Confirmed: No Extended Director's Cut Of 'The Dark Knight Rises' Exists Or Is Planned

nullVery few filmmakers have the power to be granted final cut on a picture: you pretty much have to be at the top of the tree, or working on miniscule budgets, in order to be allowed to cut together the movie you want, notes be damned. As such, it's no surprise that Director's Cuts of movies have become popular over the past few decades, particularly after Ridley Scott's "Blade Runner: The Director's Cut" demonstrated the masterpiece lurking beneath the somewhat tarnished original. Of course, the form's been bastardized somewhat, either by films like "Donnie Darko" where the filmmaker's preferred cut is substantially worse than the original, or by the stream of 'Unseen & Unrated' versions of comedies that add an extra 30 seconds of dick jokes to a picture. But that's neither here nor there.

Now, rumors of one particular director's cut made the blogosphere light up recently, with Nuke The Fridge reporting that an Extended Director's Cut of Christopher Nolan's megahit "The Dark Knight Rises" was heading to DVD & Blu-ray, featuring an extra 30 minutes of footage (for a film that already ran 165 minutes or so) including Bane's origin story, and that the new version was set for release next June, just ahead of the release of the Nolan-produced Superman flick "Man Of Steel." But insiders close to the director confirmed to us yesterday that no such plans exist, and reports of an extended cut of the film are completely false.

Really, anyone listening to Nolan, who's never included many deleted scenes on his home video releases, would have known that the chances were very slim — Nolan told MTV shortly after the release of "The Dark Knight Rises" that ""I tend to try and weed things out on paper because it's crazy expensive to shoot things that aren't going to be in the film. It also takes up a lot of time and energy. Pretty much with all my films, there are very few deleted scenes, which always disappoints the DVD crowd."

And while reports of a four-hour cut circulated months ago, that's pretty much standard for the first assembly cut of any movie — as Nolan says, "what we do editorially is just compress and stuff everything into the sandwich. Frankly, a lot of that is about music, about [composer] Hans Zimmer. We're going to cut this film faster than anybody can care about anything, so [Zimmer has] to find a way to score it so people feel what they're meant to feel as they go along. By the end, the last two reels are practically a musical. That's the way it works on all of the films I've done."

Disappointing news for fans, perhaps, but we like "The Dark Knight Rises" just the way it was, so we're not too mournful about this. No official details about "The Dark Knight Rises"' home video release have been announced, but it's should be in stores in time for the Christmas rush.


### ASSIGNMENT:
The records below must be copied in full; omit the images.

### Data entries:
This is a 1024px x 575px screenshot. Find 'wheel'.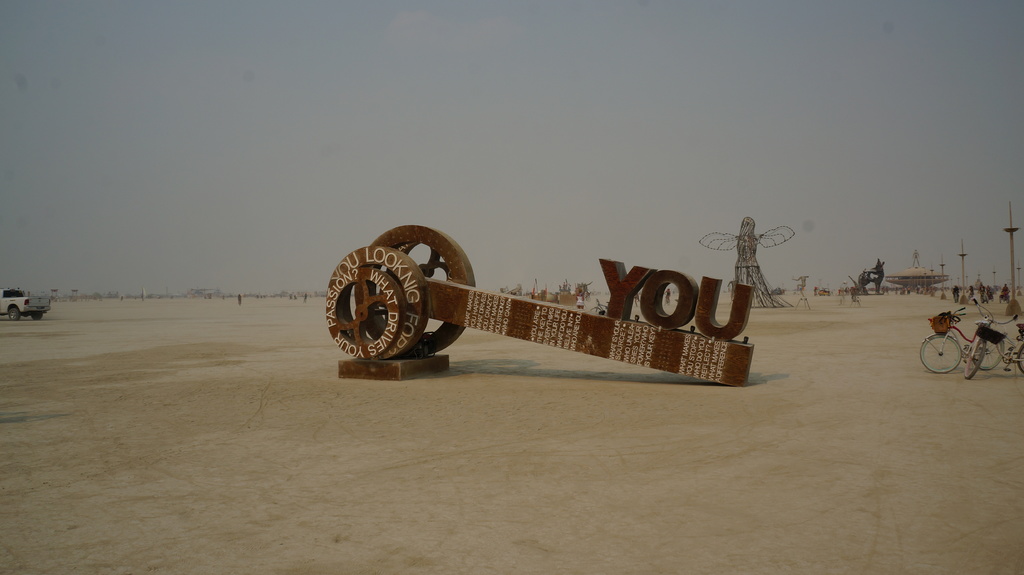
Bounding box: <box>1018,343,1023,372</box>.
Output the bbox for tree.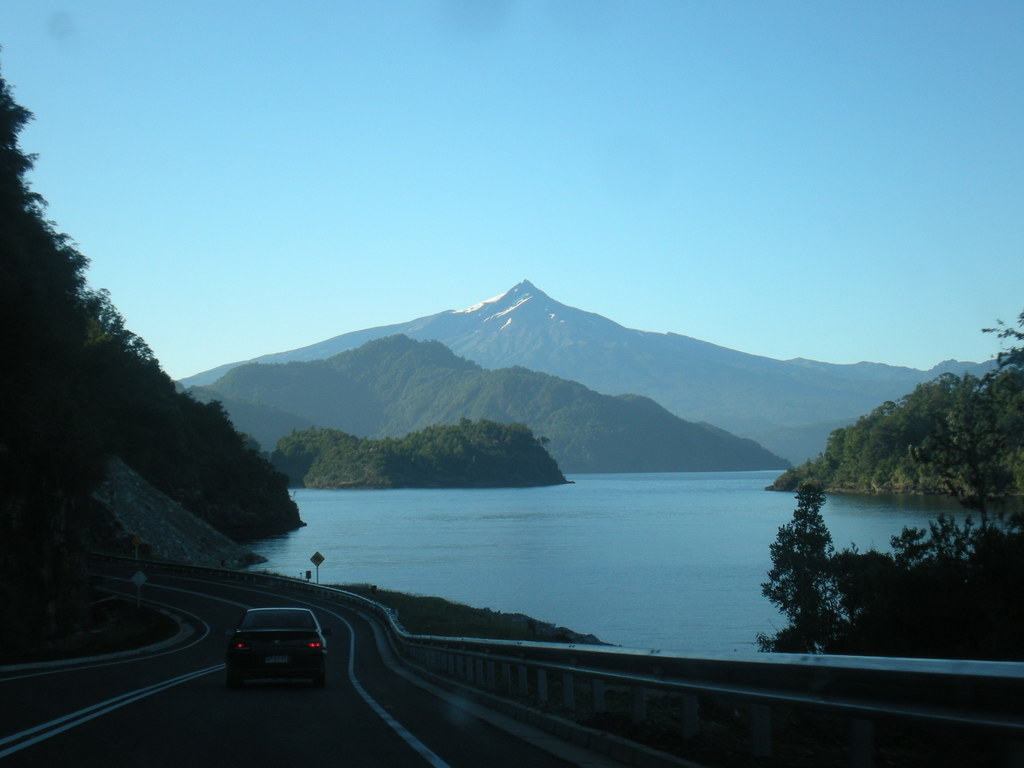
759 473 1022 664.
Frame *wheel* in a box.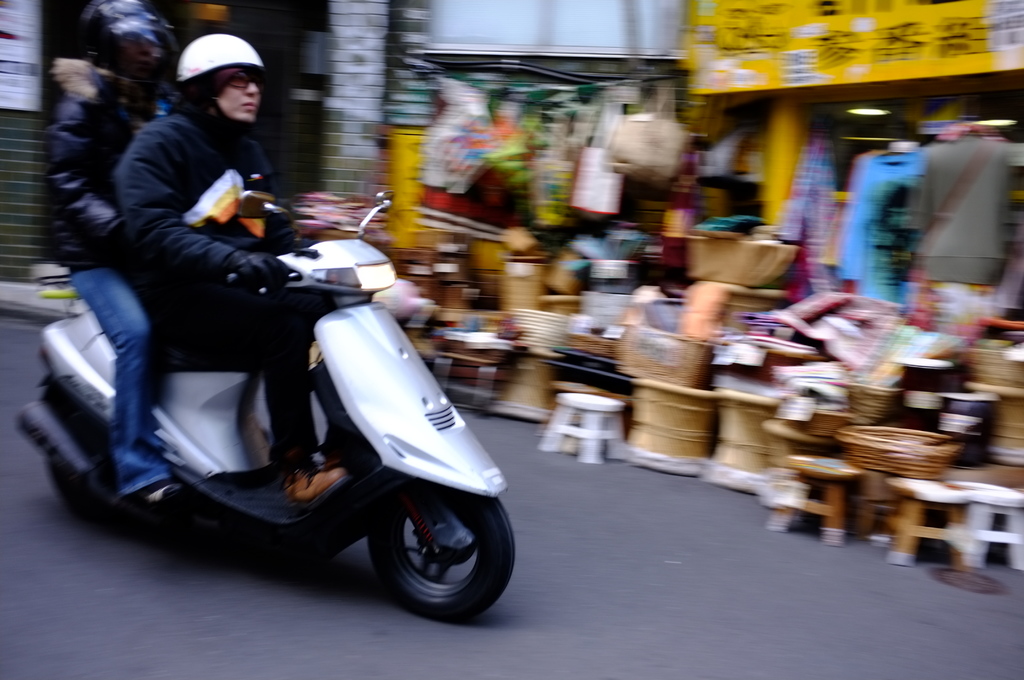
crop(357, 481, 500, 608).
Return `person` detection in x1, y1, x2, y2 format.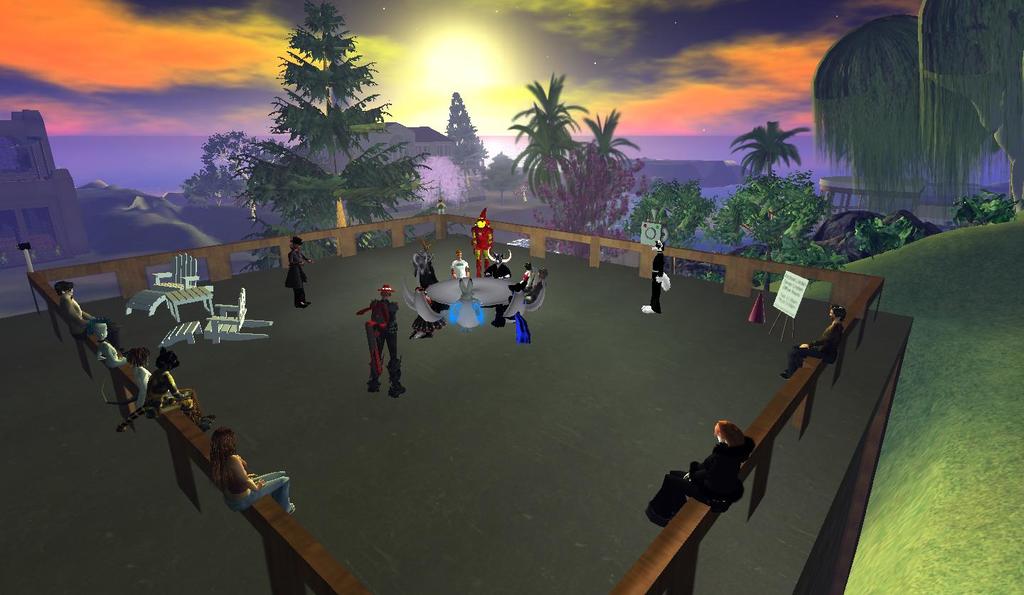
777, 299, 845, 377.
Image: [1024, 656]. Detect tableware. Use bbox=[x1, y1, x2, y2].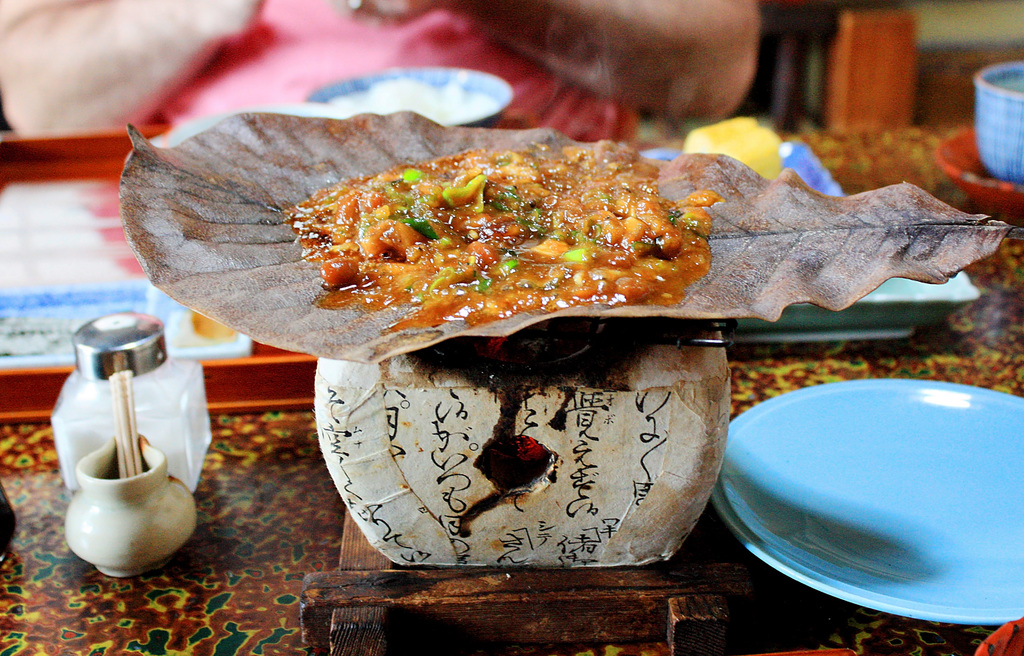
bbox=[972, 63, 1023, 185].
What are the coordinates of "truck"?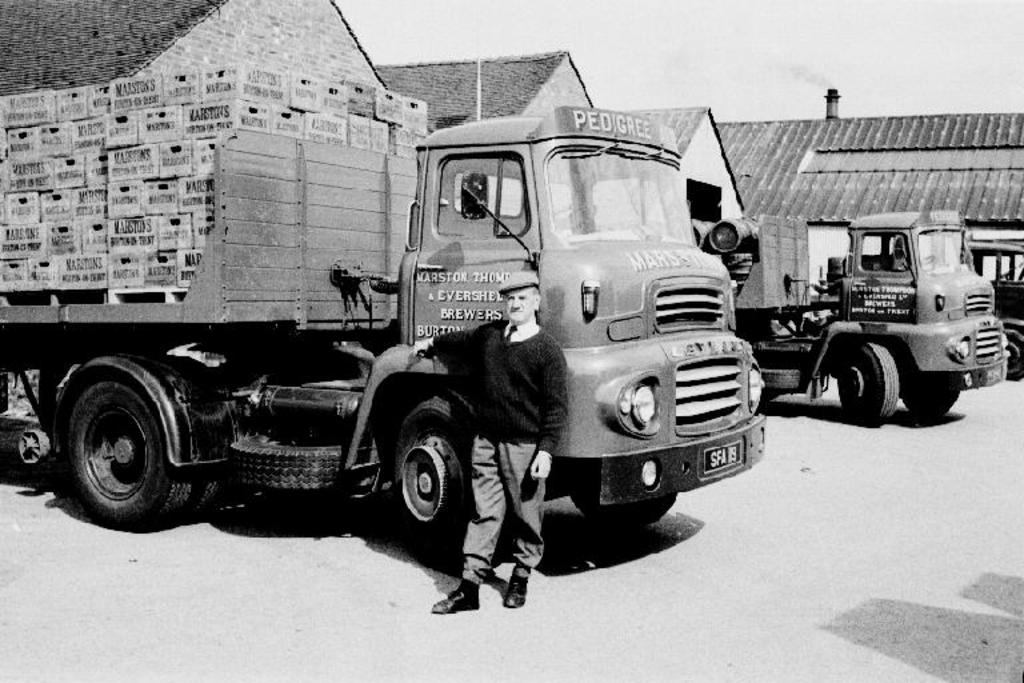
733, 212, 1008, 427.
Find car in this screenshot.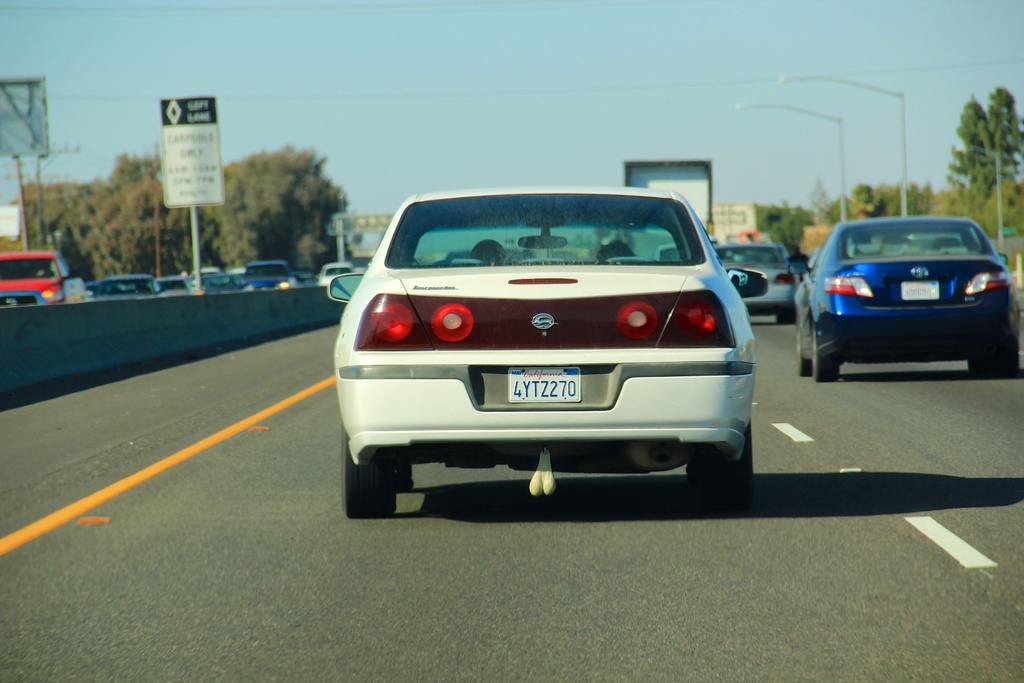
The bounding box for car is Rect(716, 241, 800, 321).
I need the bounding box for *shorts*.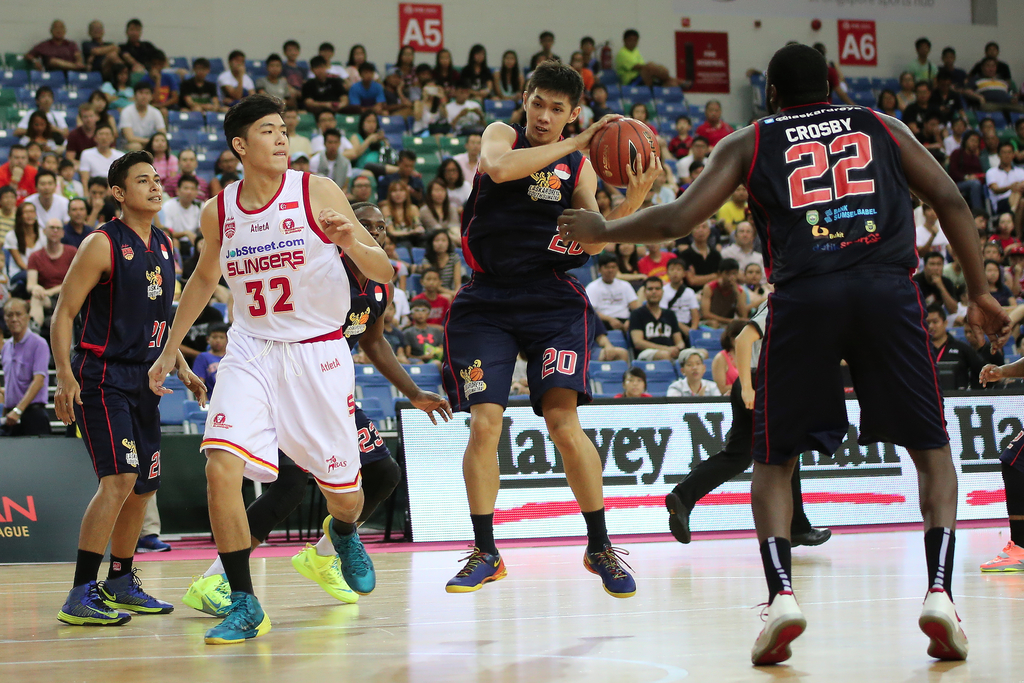
Here it is: bbox(780, 290, 946, 459).
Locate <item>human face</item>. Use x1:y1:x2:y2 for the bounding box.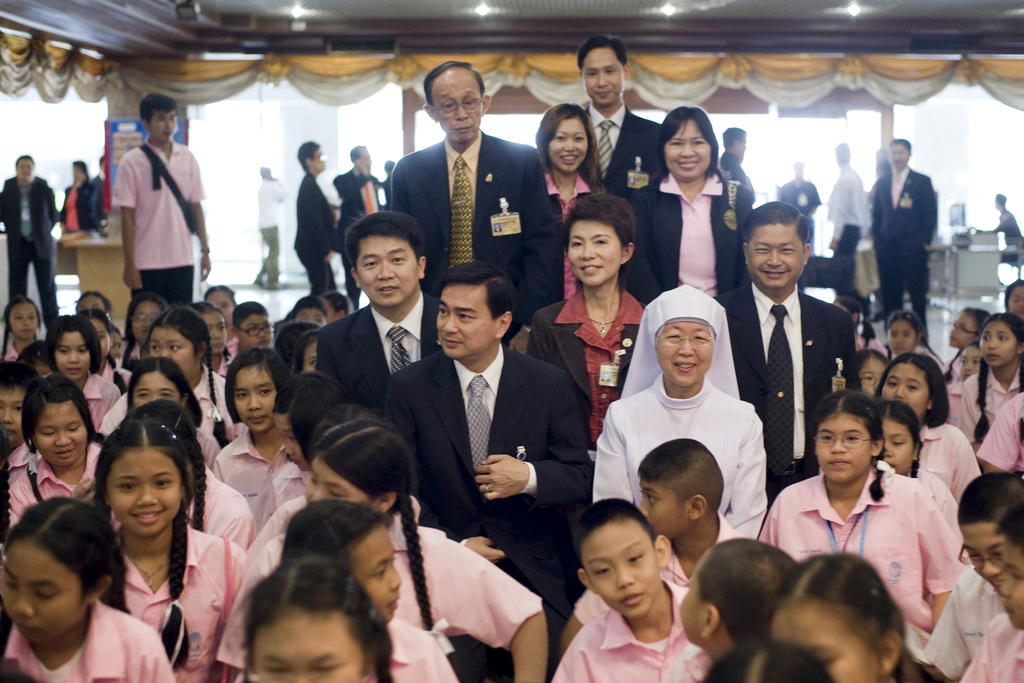
583:51:625:104.
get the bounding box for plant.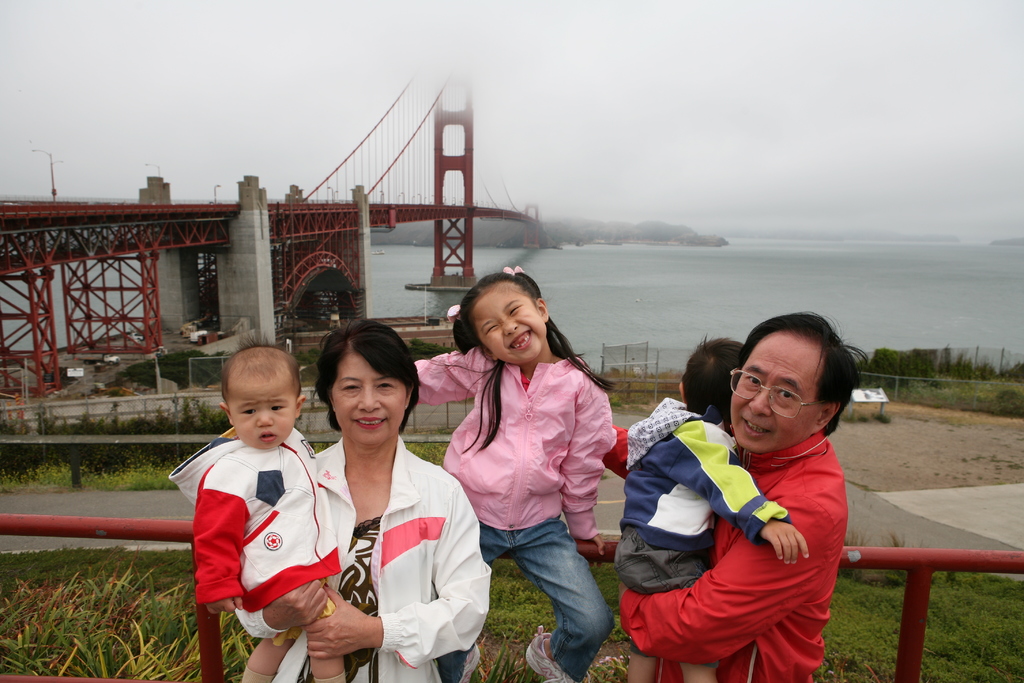
890,536,910,546.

### RESPONSE:
This is a 1024px x 575px screenshot. Find 'wheel'.
Bounding box: <box>1018,343,1023,372</box>.
Output the bbox for tree.
759 473 1022 664.
Frame *wheel* in a box.
crop(357, 481, 500, 608).
Return `person` detection in x1, y1, x2, y2 format.
777, 299, 845, 377.
Image: [1024, 656]. Detect tableware. Use bbox=[x1, y1, x2, y2].
bbox=[972, 63, 1023, 185].
What are the coordinates of "truck"?
733, 212, 1008, 427.
Find car in this screenshot.
The bounding box for car is Rect(716, 241, 800, 321).
I need the bounding box for *shorts*.
Here it is: bbox(780, 290, 946, 459).
Locate <item>human face</item>. Use x1:y1:x2:y2 for the bounding box.
583:51:625:104.
get the bounding box for plant.
890,536,910,546.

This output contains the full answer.